Walking in the Woods, Stories of Stewardship

This is the first of a planned series of occasional posts by UVLT Stewardship staff under the theme of “Walking in the Woods.”

Finding sense of place

By Douglas Brown, UVLT Stewardship Assistant

 

It’s been an exciting seven months for me since I started work here at the Upper Valley Land Trust. I’ve gotten to visit dozens of special places, walk through working farms and forests, and meet so many amazing, passionate, dedicated people who call the Upper Valley home.

I’m lucky to be here.

One thing that has always interested me is sense of place. It is where community, economy, natural history, and cultural history converge. New England is steeped in a rich cultural history which has left windows into the past spread out across our landscape. We see this history every day in the stone walls which make up our property boundaries, in the old villages and homes we live and work in, and in the farms and forests that are characteristic to our region.

Sense of place is what we strive to protect.

An old cellar hole near the Leavitt Hill Conservation Area.

An old cellar hole near the Leavitt Hill Conservation Area.

Recently, my fellow steward, Jason, and I ventured out in Grantham , New Hampshire, in preparation for a trip we’re hosting on January 4th. We traveled through two properties that the Land Trust owns and manages, the Leavitt Hill Conservation Area and Snow Mountain. Leavitt Hill Conservation Area, a 90 acre property acquired by UVLT in 2011 with the help of the Town of Grantham, is host to a couple of old foundations, or cellar holes as we like to call them.

In fact, there are a number of cellar holes located near the property along the historic Leavitt Hill Road. The road is named after Nathaniel Leavitt who first settled in this area in the 1790’s and whose original homestead can still be found nearby. This once thriving community, which at one point had 53 Leavitt children enrolled in the school house nearby the Leavitt Hill Conservation Area, was abandoned in the late 19th century. We can only guess what reasons or opportunities pushed the Leavitts and their neighbors to move on, but like many hilltop communities in New England at this time abandonment was a trend which began when fathers and brothers didn’t return home from the battlefields of the Civil War and continued with the promise of fertile land out west to whoever could stake a claim.

Leavitt Pond near an area once home to a thriving hilltop community.

Leavitt Pond near an area once home to a thriving hilltop community.

Snow Mountain, a 400 acre property straddling the towns of Grantham, Plainfield, and Enfield, as well as Sullivan and Grafton Counties, is host to extraordinary wildlife habitat. There are at least four wetlands complexes on the property, all in different stages of succession driven by beaver activity. The property also hosts exceptional bear habitat. We were constantly finding beech trees with new and old claw marks on their boles, and bent over branches in the canopy called ‘bear nests’. We even found a number of fresh tracks during this frigid mid-December exploration.

A scarred beech tree with a bear nest in the canopy.

A scarred beech tree with a bear nest in the canopy.

Snow Mountain and the Leavitt Hill Conservation Area lie within large tract of undeveloped and unfragmented forestland, including the 31 acre UVLT conserved Lucius Smith Lot, the 445 acre Grantham Town Forest, and the 820 acre Flewelling Sherwood Forest. These large tracts of undeveloped land are crucial for the wildlife in our region. Black bear, bobcat, and moose can require home ranges of 1,000-11,000 acres, depending on habitat quality. Conserving properties like these help guarantee that our wildlife will have the room to roam for generations, and that we will have wild places in our backyard to visit.

I’m no stranger to the natural and cultural history of New England, but I still find myself amazed at the fact that an area like Leavitt Hill, now home to many of our large, charismatic wildlife species, was once home to a thriving human community. Finding and interpreting the stories and history of our region while I’m out in the field is part of what makes this job so rewarding. Every little bit of history, every patch that I can fill in on the mosaic of our landscape, adds to my sense of place.

This is our place. We’re lucky to be here.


> Task requirements
Set down each record below exactly as it stands. Pictures are not part of the copy.

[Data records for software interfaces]

• • • • • • •

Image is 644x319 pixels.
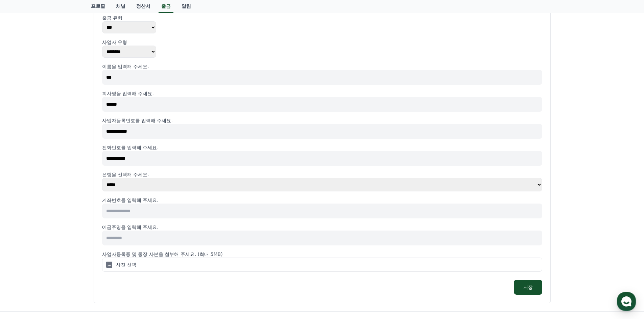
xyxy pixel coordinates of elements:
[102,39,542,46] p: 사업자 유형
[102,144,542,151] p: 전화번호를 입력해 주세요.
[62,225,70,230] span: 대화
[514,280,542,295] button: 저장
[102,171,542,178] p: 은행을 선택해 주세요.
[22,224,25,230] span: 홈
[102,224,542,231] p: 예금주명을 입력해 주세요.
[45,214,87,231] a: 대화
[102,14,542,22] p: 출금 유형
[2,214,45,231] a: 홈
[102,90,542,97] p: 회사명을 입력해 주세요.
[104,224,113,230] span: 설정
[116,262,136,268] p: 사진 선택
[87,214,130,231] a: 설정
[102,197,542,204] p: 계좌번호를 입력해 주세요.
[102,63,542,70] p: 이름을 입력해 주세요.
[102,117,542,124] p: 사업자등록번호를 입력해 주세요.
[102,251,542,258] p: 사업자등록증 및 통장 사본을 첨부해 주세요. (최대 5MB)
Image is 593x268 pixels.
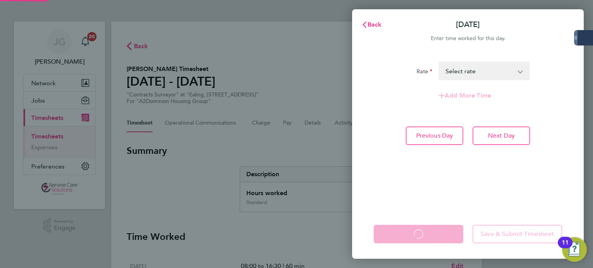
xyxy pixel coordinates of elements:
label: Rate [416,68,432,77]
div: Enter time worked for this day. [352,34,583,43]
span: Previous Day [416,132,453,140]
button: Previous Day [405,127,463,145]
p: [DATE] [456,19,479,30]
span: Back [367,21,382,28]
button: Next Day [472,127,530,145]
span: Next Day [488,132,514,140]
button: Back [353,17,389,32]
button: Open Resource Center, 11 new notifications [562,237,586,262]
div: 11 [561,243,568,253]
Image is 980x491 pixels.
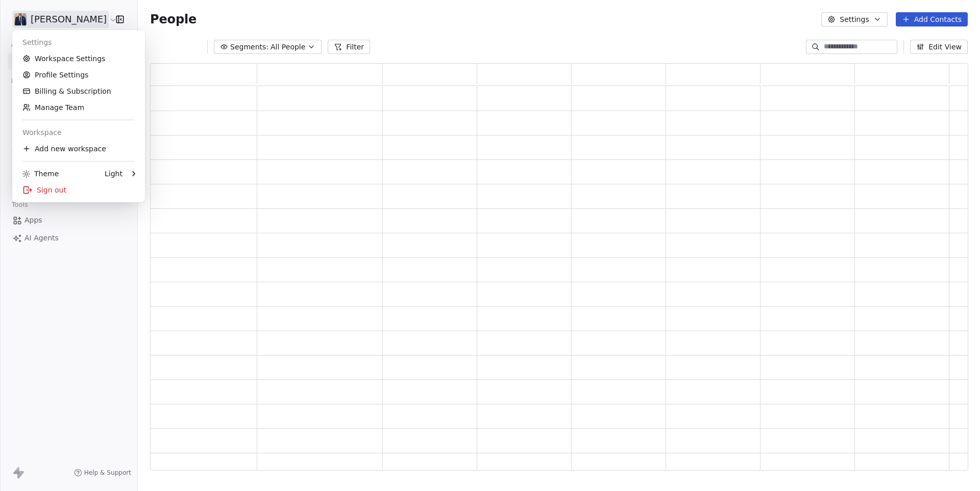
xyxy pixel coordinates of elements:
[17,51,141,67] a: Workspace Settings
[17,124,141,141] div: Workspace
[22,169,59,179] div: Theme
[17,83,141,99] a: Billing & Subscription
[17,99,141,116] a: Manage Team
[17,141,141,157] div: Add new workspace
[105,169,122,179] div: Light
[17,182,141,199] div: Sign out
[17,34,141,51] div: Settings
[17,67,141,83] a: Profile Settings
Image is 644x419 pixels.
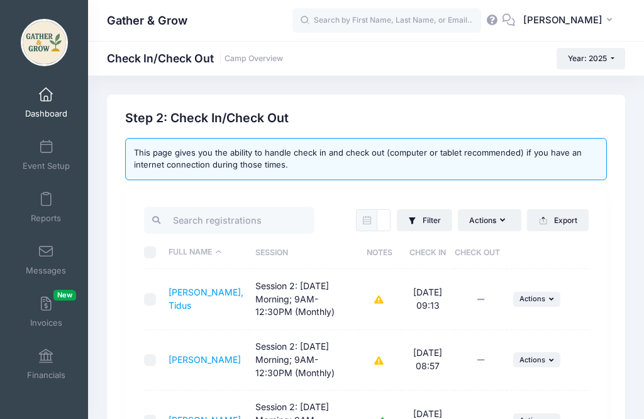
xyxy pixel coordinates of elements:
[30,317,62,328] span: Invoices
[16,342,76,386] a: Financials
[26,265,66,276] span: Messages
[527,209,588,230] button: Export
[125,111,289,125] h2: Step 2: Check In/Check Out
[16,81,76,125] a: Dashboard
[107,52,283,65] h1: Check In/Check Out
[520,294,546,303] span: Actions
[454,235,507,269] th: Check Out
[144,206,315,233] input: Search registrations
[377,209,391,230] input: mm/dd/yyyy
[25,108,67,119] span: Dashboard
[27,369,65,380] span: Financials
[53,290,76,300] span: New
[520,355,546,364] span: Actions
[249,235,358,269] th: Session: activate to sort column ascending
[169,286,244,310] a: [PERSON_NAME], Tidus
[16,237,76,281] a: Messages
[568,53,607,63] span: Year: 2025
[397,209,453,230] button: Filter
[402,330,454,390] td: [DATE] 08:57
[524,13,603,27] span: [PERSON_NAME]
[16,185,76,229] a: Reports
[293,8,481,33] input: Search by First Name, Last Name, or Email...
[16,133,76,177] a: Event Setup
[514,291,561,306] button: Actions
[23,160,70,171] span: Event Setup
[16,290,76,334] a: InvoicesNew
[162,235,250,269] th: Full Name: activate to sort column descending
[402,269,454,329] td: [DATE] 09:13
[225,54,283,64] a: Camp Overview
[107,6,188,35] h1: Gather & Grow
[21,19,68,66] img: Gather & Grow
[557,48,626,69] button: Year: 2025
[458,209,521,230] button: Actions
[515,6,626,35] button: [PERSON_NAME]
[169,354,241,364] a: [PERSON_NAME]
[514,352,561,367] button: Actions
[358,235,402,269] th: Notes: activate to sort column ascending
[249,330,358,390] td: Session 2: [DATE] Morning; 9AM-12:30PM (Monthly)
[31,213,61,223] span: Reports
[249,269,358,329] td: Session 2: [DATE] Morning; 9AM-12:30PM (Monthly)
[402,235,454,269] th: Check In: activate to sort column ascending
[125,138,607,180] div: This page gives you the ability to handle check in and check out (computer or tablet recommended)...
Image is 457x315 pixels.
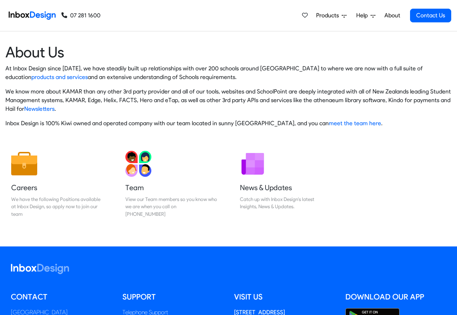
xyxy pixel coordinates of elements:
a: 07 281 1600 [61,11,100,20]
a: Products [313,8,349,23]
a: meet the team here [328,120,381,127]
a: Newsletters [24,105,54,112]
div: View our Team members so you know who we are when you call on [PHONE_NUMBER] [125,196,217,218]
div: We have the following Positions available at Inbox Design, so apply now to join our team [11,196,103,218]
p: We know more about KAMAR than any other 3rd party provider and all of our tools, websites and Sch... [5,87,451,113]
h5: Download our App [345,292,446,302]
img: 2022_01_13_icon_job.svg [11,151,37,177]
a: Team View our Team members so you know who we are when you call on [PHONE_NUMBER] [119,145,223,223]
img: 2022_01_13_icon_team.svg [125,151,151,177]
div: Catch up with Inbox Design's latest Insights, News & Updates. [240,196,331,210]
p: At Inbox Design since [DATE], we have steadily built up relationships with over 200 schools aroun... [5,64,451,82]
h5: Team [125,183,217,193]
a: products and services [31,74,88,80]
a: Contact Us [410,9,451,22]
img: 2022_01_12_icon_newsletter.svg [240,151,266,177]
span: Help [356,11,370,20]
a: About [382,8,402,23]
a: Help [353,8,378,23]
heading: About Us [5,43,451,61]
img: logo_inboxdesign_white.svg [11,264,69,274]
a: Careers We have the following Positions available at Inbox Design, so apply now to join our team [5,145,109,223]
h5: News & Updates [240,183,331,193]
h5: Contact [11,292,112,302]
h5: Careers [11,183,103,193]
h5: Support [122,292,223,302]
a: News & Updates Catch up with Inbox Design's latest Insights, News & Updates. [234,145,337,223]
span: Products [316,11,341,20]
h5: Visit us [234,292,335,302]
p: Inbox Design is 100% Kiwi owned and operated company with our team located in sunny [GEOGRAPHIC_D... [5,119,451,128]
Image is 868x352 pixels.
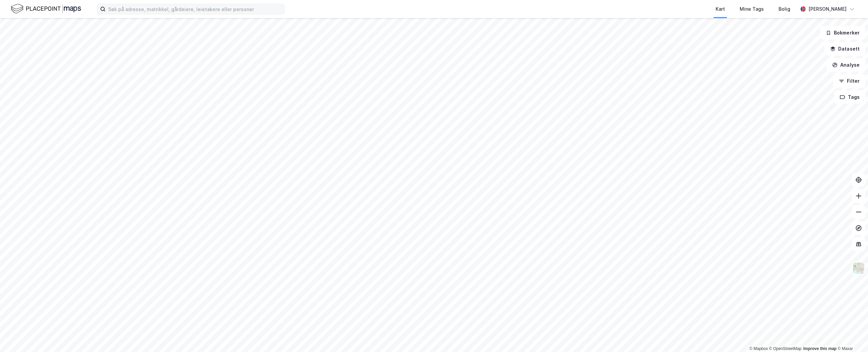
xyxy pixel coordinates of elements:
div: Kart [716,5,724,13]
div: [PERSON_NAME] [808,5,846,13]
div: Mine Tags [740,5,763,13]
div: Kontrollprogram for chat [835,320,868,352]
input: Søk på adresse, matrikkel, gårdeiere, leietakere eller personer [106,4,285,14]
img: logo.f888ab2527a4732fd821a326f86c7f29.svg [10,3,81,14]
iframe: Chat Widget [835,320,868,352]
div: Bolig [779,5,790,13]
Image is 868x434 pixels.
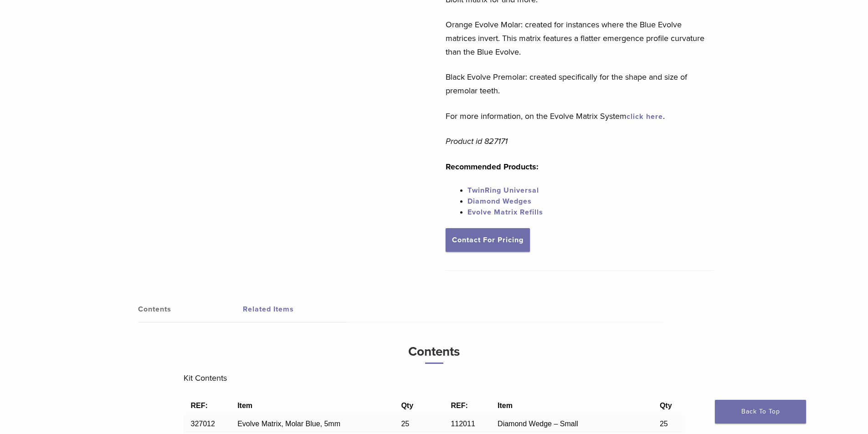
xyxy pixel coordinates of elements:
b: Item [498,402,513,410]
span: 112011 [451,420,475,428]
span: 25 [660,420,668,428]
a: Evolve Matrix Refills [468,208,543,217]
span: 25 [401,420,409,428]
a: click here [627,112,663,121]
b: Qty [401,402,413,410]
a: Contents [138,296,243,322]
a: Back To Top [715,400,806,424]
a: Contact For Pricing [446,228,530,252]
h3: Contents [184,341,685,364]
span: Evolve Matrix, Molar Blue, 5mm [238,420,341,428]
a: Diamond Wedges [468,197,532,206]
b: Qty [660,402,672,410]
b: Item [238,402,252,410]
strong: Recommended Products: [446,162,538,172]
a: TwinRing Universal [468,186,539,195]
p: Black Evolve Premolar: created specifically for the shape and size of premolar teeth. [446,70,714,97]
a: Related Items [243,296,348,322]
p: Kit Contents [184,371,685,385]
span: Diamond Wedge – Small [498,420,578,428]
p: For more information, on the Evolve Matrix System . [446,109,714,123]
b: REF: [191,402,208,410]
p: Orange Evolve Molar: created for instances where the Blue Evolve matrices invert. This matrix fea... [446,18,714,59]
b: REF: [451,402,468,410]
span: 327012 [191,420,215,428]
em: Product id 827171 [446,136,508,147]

• • • • • • •

> Answer box
Image is 644x319 pixels.
xyxy pixel coordinates of elements:
[102,39,542,46] p: 사업자 유형
[102,144,542,151] p: 전화번호를 입력해 주세요.
[62,225,70,230] span: 대화
[514,280,542,295] button: 저장
[102,171,542,178] p: 은행을 선택해 주세요.
[22,224,25,230] span: 홈
[102,224,542,231] p: 예금주명을 입력해 주세요.
[45,214,87,231] a: 대화
[102,14,542,22] p: 출금 유형
[2,214,45,231] a: 홈
[102,90,542,97] p: 회사명을 입력해 주세요.
[104,224,113,230] span: 설정
[116,262,136,268] p: 사진 선택
[87,214,130,231] a: 설정
[102,197,542,204] p: 계좌번호를 입력해 주세요.
[102,63,542,70] p: 이름을 입력해 주세요.
[102,117,542,124] p: 사업자등록번호를 입력해 주세요.
[102,251,542,258] p: 사업자등록증 및 통장 사본을 첨부해 주세요. (최대 5MB)
Image is 593x268 pixels.
xyxy pixel coordinates of elements:
label: Rate [416,68,432,77]
div: Enter time worked for this day. [352,34,583,43]
span: Previous Day [416,132,453,140]
button: Previous Day [405,127,463,145]
p: [DATE] [456,19,479,30]
span: Back [367,21,382,28]
button: Next Day [472,127,530,145]
span: Next Day [488,132,514,140]
button: Back [353,17,389,32]
button: Open Resource Center, 11 new notifications [562,237,586,262]
div: 11 [561,243,568,253]
Image is 980x491 pixels.
xyxy pixel coordinates of elements:
[17,51,141,67] a: Workspace Settings
[17,124,141,141] div: Workspace
[22,169,59,179] div: Theme
[17,83,141,99] a: Billing & Subscription
[17,99,141,116] a: Manage Team
[17,141,141,157] div: Add new workspace
[105,169,122,179] div: Light
[17,182,141,199] div: Sign out
[17,34,141,51] div: Settings
[17,67,141,83] a: Profile Settings
Image is 644x419 pixels.
xyxy pixel coordinates of elements:
[30,317,62,328] span: Invoices
[16,342,76,386] a: Financials
[26,265,66,276] span: Messages
[527,209,588,230] button: Export
[125,111,289,125] h2: Step 2: Check In/Check Out
[16,81,76,125] a: Dashboard
[107,52,283,65] h1: Check In/Check Out
[520,294,546,303] span: Actions
[454,235,507,269] th: Check Out
[144,206,315,233] input: Search registrations
[377,209,391,230] input: mm/dd/yyyy
[25,108,67,119] span: Dashboard
[27,369,65,380] span: Financials
[53,290,76,300] span: New
[520,355,546,364] span: Actions
[249,235,358,269] th: Session: activate to sort column ascending
[169,286,244,310] a: [PERSON_NAME], Tidus
[16,237,76,281] a: Messages
[568,53,607,63] span: Year: 2025
[397,209,453,230] button: Filter
[402,330,454,390] td: [DATE] 08:57
[524,13,603,27] span: [PERSON_NAME]
[16,185,76,229] a: Reports
[293,8,481,33] input: Search by First Name, Last Name, or Email...
[16,133,76,177] a: Event Setup
[514,291,561,306] button: Actions
[23,160,70,171] span: Event Setup
[16,290,76,334] a: InvoicesNew
[162,235,250,269] th: Full Name: activate to sort column descending
[402,269,454,329] td: [DATE] 09:13
[225,54,283,64] a: Camp Overview
[107,6,188,35] h1: Gather & Grow
[21,19,68,66] img: Gather & Grow
[557,48,626,69] button: Year: 2025
[458,209,521,230] button: Actions
[515,6,626,35] button: [PERSON_NAME]
[169,354,241,364] a: [PERSON_NAME]
[514,352,561,367] button: Actions
[358,235,402,269] th: Notes: activate to sort column ascending
[249,330,358,390] td: Session 2: [DATE] Morning; 9AM-12:30PM (Monthly)
[31,213,61,223] span: Reports
[249,269,358,329] td: Session 2: [DATE] Morning; 9AM-12:30PM (Monthly)
[402,235,454,269] th: Check In: activate to sort column ascending
[125,138,607,180] div: This page gives you the ability to handle check in and check out (computer or tablet recommended)...
Image is 457x315 pixels.
xyxy pixel coordinates of elements:
a: 07 281 1600 [61,11,100,20]
a: Products [313,8,349,23]
a: meet the team here [328,120,381,127]
a: Newsletters [24,105,54,112]
div: View our Team members so you know who we are when you call on [PHONE_NUMBER] [125,196,217,218]
div: We have the following Positions available at Inbox Design, so apply now to join our team [11,196,103,218]
p: We know more about KAMAR than any other 3rd party provider and all of our tools, websites and Sch... [5,87,451,113]
h5: Download our App [345,292,446,302]
img: 2022_01_13_icon_job.svg [11,151,37,177]
a: Team View our Team members so you know who we are when you call on [PHONE_NUMBER] [119,145,223,223]
img: 2022_01_13_icon_team.svg [125,151,151,177]
div: Catch up with Inbox Design's latest Insights, News & Updates. [240,196,331,210]
p: At Inbox Design since [DATE], we have steadily built up relationships with over 200 schools aroun... [5,64,451,82]
h5: Team [125,183,217,193]
a: products and services [31,74,88,80]
a: Contact Us [410,9,451,22]
img: 2022_01_12_icon_newsletter.svg [240,151,266,177]
span: Help [356,11,370,20]
a: About [382,8,402,23]
a: Help [353,8,378,23]
heading: About Us [5,43,451,61]
img: logo_inboxdesign_white.svg [11,264,69,274]
a: Careers We have the following Positions available at Inbox Design, so apply now to join our team [5,145,109,223]
h5: News & Updates [240,183,331,193]
h5: Contact [11,292,112,302]
h5: Careers [11,183,103,193]
h5: Support [122,292,223,302]
a: News & Updates Catch up with Inbox Design's latest Insights, News & Updates. [234,145,337,223]
span: Products [316,11,341,20]
h5: Visit us [234,292,335,302]
p: Inbox Design is 100% Kiwi owned and operated company with our team located in sunny [GEOGRAPHIC_D... [5,119,451,128]
Image is 868x352 pixels.
xyxy pixel coordinates of elements:
div: Kart [716,5,724,13]
div: [PERSON_NAME] [808,5,846,13]
div: Mine Tags [740,5,763,13]
div: Kontrollprogram for chat [835,320,868,352]
input: Søk på adresse, matrikkel, gårdeiere, leietakere eller personer [106,4,285,14]
img: logo.f888ab2527a4732fd821a326f86c7f29.svg [10,3,81,14]
iframe: Chat Widget [835,320,868,352]
div: Bolig [779,5,790,13]
Image is 868x434 pixels.
xyxy pixel coordinates of elements:
b: Item [498,402,513,410]
span: 112011 [451,420,475,428]
span: 25 [660,420,668,428]
a: Evolve Matrix Refills [468,208,543,217]
span: 25 [401,420,409,428]
a: click here [627,112,663,121]
b: Qty [401,402,413,410]
a: Contents [138,296,243,322]
a: Back To Top [715,400,806,424]
a: Contact For Pricing [446,228,530,252]
h3: Contents [184,341,685,364]
span: Evolve Matrix, Molar Blue, 5mm [238,420,341,428]
a: Diamond Wedges [468,197,532,206]
b: Qty [660,402,672,410]
b: Item [238,402,252,410]
strong: Recommended Products: [446,162,538,172]
a: TwinRing Universal [468,186,539,195]
p: Black Evolve Premolar: created specifically for the shape and size of premolar teeth. [446,70,714,97]
a: Related Items [243,296,348,322]
p: Kit Contents [184,371,685,385]
span: Diamond Wedge – Small [498,420,578,428]
p: For more information, on the Evolve Matrix System . [446,109,714,123]
b: REF: [191,402,208,410]
p: Orange Evolve Molar: created for instances where the Blue Evolve matrices invert. This matrix fea... [446,18,714,59]
b: REF: [451,402,468,410]
span: 327012 [191,420,215,428]
em: Product id 827171 [446,136,508,147]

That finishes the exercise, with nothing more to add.